Subtleties Unfolded

Moderato Cantabile was the book that introduced me to Marguerite Duras a lifetime ago. I have read it twice before, but approached this third reading with a certain apprehension: could it, twenty years on, possibly be as wonderful as I remembered?

Each reading uncovers subtleties that escaped me the last time. What once seemed clear, becomes uncertain; what once seemed simple becomes layered. The book is often summarised, too simply, as the story of a distressed young man who murders the woman he loves in a café, watched by a large crowd. Yet as the tale opens up, even this account proves questionable. There are ambiguities, hesitations, spaces for alternative interpretations, both for the reader and for the protagonists themselves.

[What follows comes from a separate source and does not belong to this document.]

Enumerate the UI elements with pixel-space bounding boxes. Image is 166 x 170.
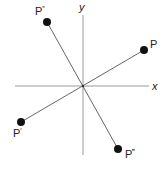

I hesitate to elucidate too much, unwilling to rob anyone of the thrill of slow revelation. Duras is subtle: no heavy-handed trickery, only a fierce, quiet intelligence at work, trusting the reader to live among the uncertainties she leaves unsolved.

8 thoughts on “Subtleties Unfolded

  1. >Ah, wonderful; I've not yet readThe Sailor from Gibraltar but it is on order. It is considered one of Duras's major works, like Moderato Cantabile.

  2. >You make this sound incredibly, Anthony! I feel Duras might be a bit above my head at the moment, but I'd definitely like to read this sometime.

  3. >It is quite brilliant, Iris. I am sure you would enjoy it. If you want to get a feel for Duras, The Lover is a great starting point.

  4. >This sounds fanTAStic! Must search for it in France. Love all the Duras posts popping up around the blogosphere of late.

  5. >I've loved everything of Duras's I've read, which is to say, not enough of her work as I hadn't even heard of this one! I'm going to find it. You've read The War, I think? Mind-blowing.

  6. >No, Colleen, I haven't read The War, so thank you for the suggestion. I've added it to my list to read this year. I've just bought Duras's last autobiographical (of sorts) work No More. Her next fiction that I plan to read is The Sailor of Gibraltar.